Percussion is a dominant instrument along with a single wind instrument in "Bohrapha," which also has a great male lead vocal with group backing--this is another highlight on the record, especially the ululating-like trills offered in the piece.

A delicate and emotive lullaby sung by a woman is a gorgeous and apt way to conclude this remarkable recording, showing so much of a cultural revival that started in the 1980s and was still underway when the album was released.

Monday, January 4, 2016

Trojan Dub Box Set, Volume One

Anyone with more than a casual interest in dub, the effects-laden form of reggae music that puts the emphasis on the instrumental portion as a "version" of a track, has to have some experience with the amazing catalog of the form put out by Trojan Records.

The label was an imprint of Chris Blackwell's Island Records back in the late Sixties, founded by an associate of Blackwell named Lee Gopthal, and produced recordings of some major reggae figures, like its namesake "Duke" Reid, who was often called "Trojan" early in his career, as well as the Upsetters, Jimmy Cliff, and Desmond Dekker, among many others.

The association with Island ended after a few years, but Trojan soldiered on, though it struggled for years until the early 80s ska revival gave a brief resurgence to the label.  In 1985, an accountant and fan named Colin Newman (not the singer of the great British band, Wire) bought Trojan and put a focus on its voluminous and rich back catalog.


The major label, Sanctuary, paid a pretty price for Trojan in 1990, and it was under that owner that a series of budget, three-disc box sets mining the catalog were issued.  The first of the dub sets came out in 1998, with a second following two years later.  In 2007, Sanctuary was acquired by Universal Music Group and then the Trojan label went to BMG, where it now resides.

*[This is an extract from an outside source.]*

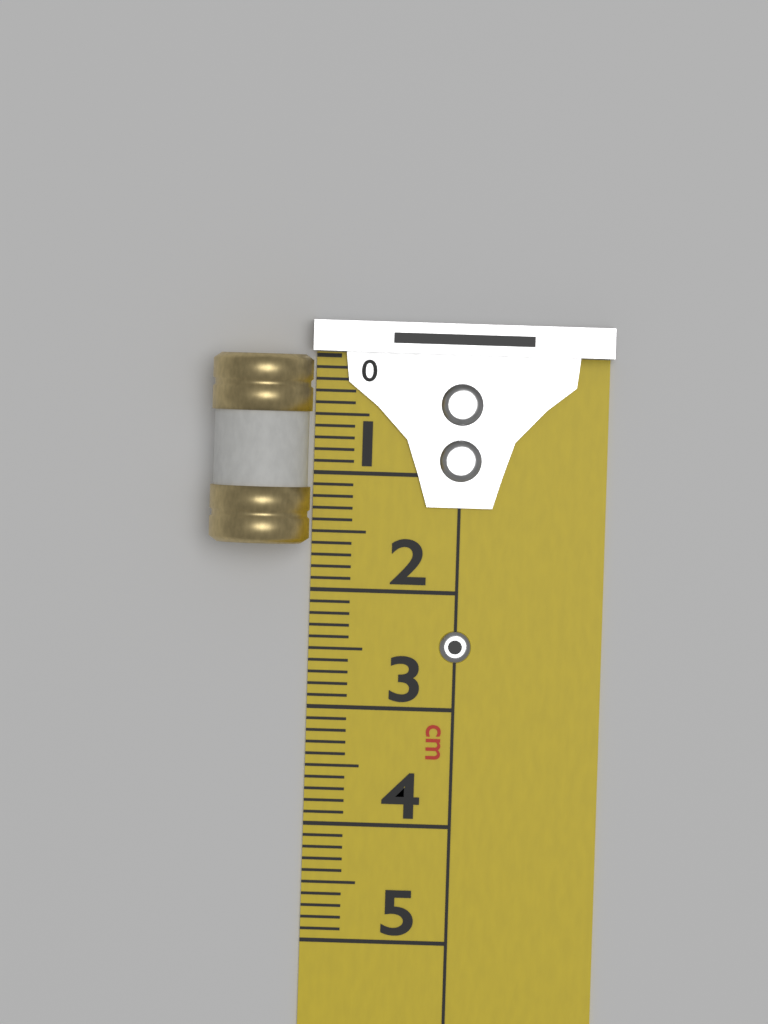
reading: 1.6 cm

The first volume is packed with 50 prime dub tracks from such figures as legendary drummer Sly Dunbar and The Revoluntaries; the Aggrovators, the Upsetters, Gregory Isaacs, Scientist, King Tubby, Roots Radics, the Observers, and more.

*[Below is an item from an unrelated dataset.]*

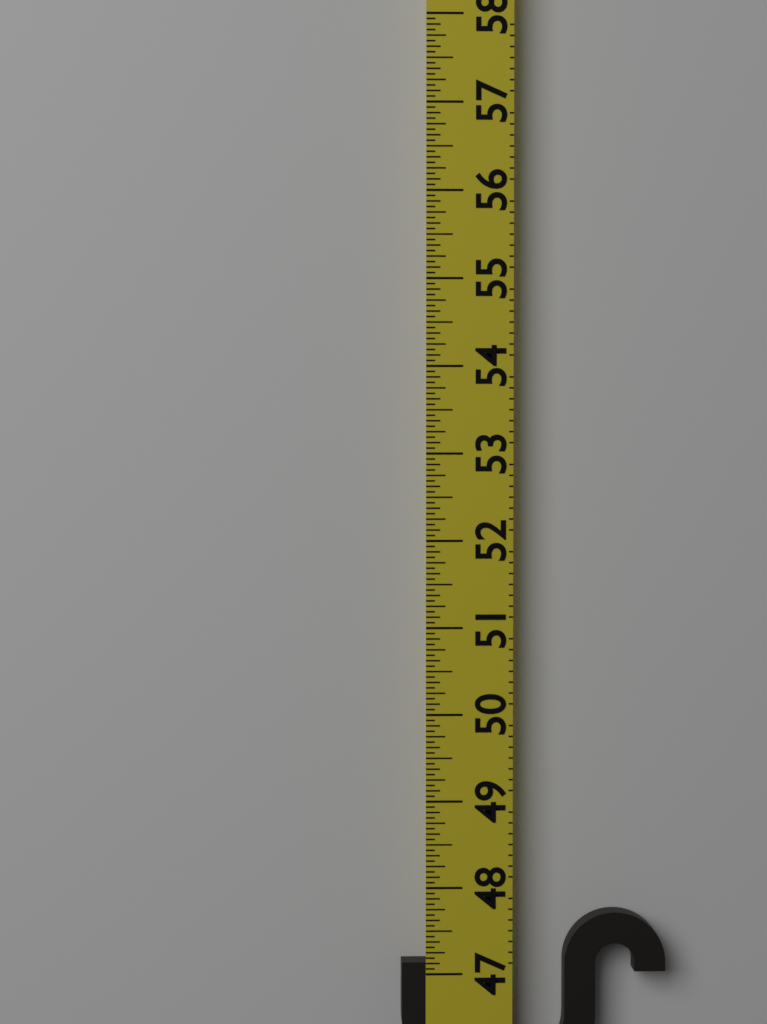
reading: 47.6875 (no unit)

All the hallmarks of great dub are here--the prominence of largely deep-grooving bass as the melodic centerpiece, the particularly distinctive use of drums and other percussion to ornament the bass with remarkable rhythms, and the heavily distorted remixing of these instruments and guitars, horns and others with often otherworldly vocal samples.

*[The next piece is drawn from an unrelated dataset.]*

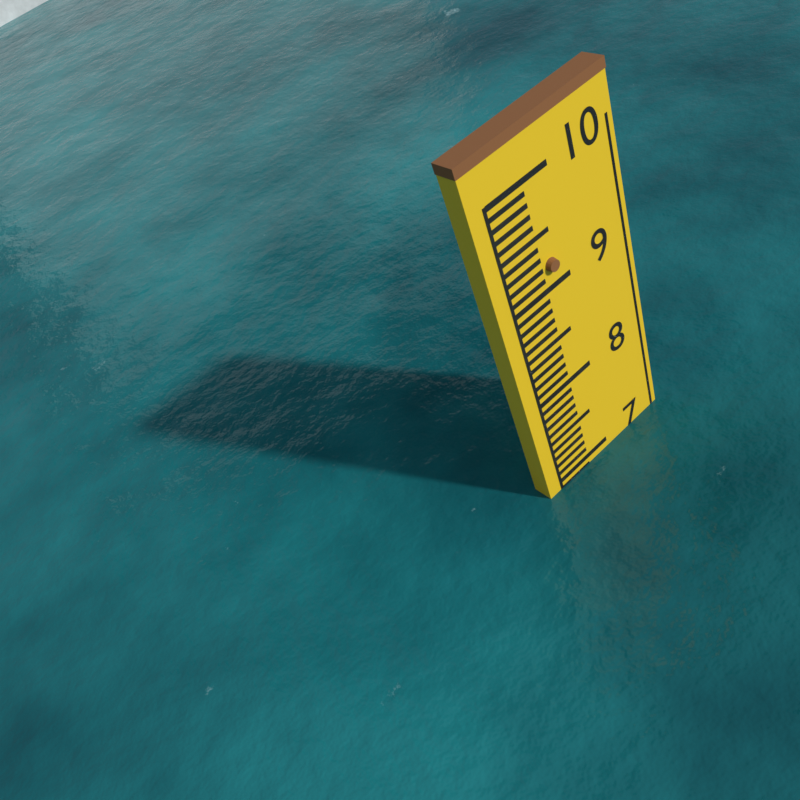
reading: 6.9 (no unit)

The version of the box owned by this blogger is a demo one, so there was no cover art, just cards for each disc that provided part of an overall story of Trojan's history.  It's very brief and general and could be useful for those coming to dub for the first time or with limited experience.

Dub is one of the few forms of music for this listener that can accompany so many different activities--at work, driving, doing work out in the yard or in the house, exercising, or whatever.  When it comes to some of the choicest examples of the genre available at a great price and providing such a great overview, it's hard to imagine something topping the Trojan Dub Box Set series.